In the political scenario evolving in Pakistan after the US took out Osama bin Laden, the security establishment has found its chokehold on power to be in mortal danger. The façade of the military’s organisation and invincibility, nay infallibility, has been lifted, tilting the balance of power against it internationally, but more importantly, domestically. It is this exposed domestic flank that is really worrisome for the establishment, as a potential civilian compact could emerge and dislodge it from the direct and indirect role of control over the state that it is accustomed to exercising.
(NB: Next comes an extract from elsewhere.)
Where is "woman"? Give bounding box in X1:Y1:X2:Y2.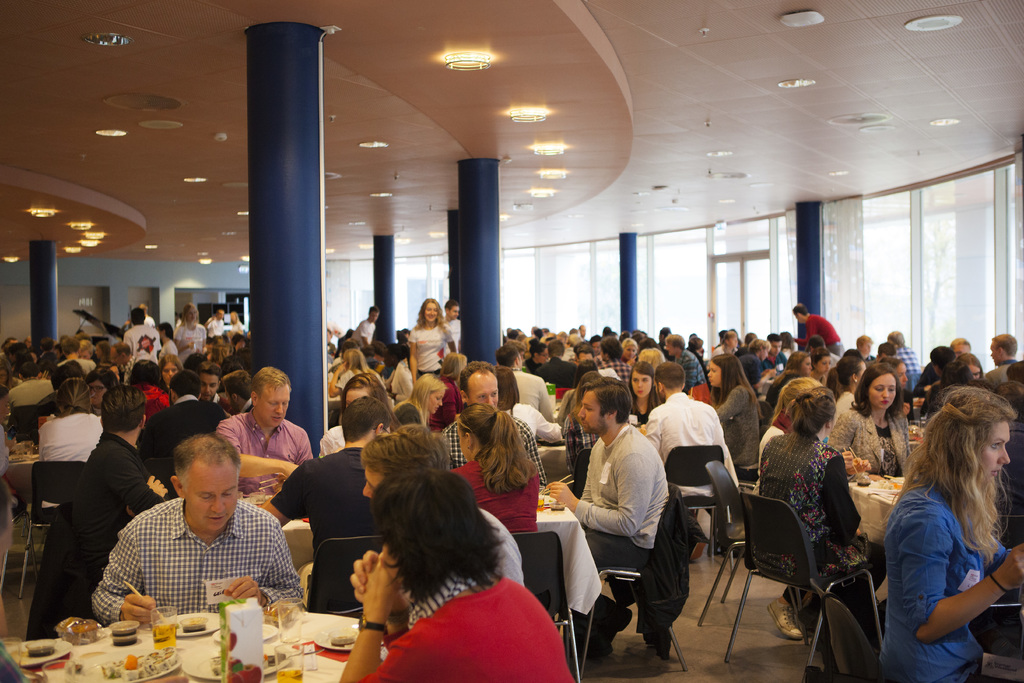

The Latin American and Southeast Asian models of the juntas defanged and sent packing by the united political elite are not completely lost on the Pakistani deep state. …

Read more: Daily Times

Time running out for stable Pakistan

– Ali Gharib and Jim Lobe

Wichaar.com
WASHINGTON (IPS/GIN) – The United States and its allies must act urgently to prevent Pakistan from descending into a spiral of economic, security, and political crises, according to a new report released here by an influential think tank.

The 27-page report, “Needed: A Comprehensive U.S. Policy Towards Pakistan,” called for at least $4 billion to $5 billion in new aid for Islamabad of which $1 billion should be earmarked for the military and the police, to help ward off the growing threat posed to the central government by Islamic militants based in the frontier regions with Afghanistan and linked to Al-Qaeda.

“Simply put, time is running out for stabilizing Pakistan’s economy and security,” the task force warned. “We cannot stress the magnitude of the dangerous enough nor the need for greater action now,” it stressed, adding that failure to provide needed assistance could well result in “state failure.”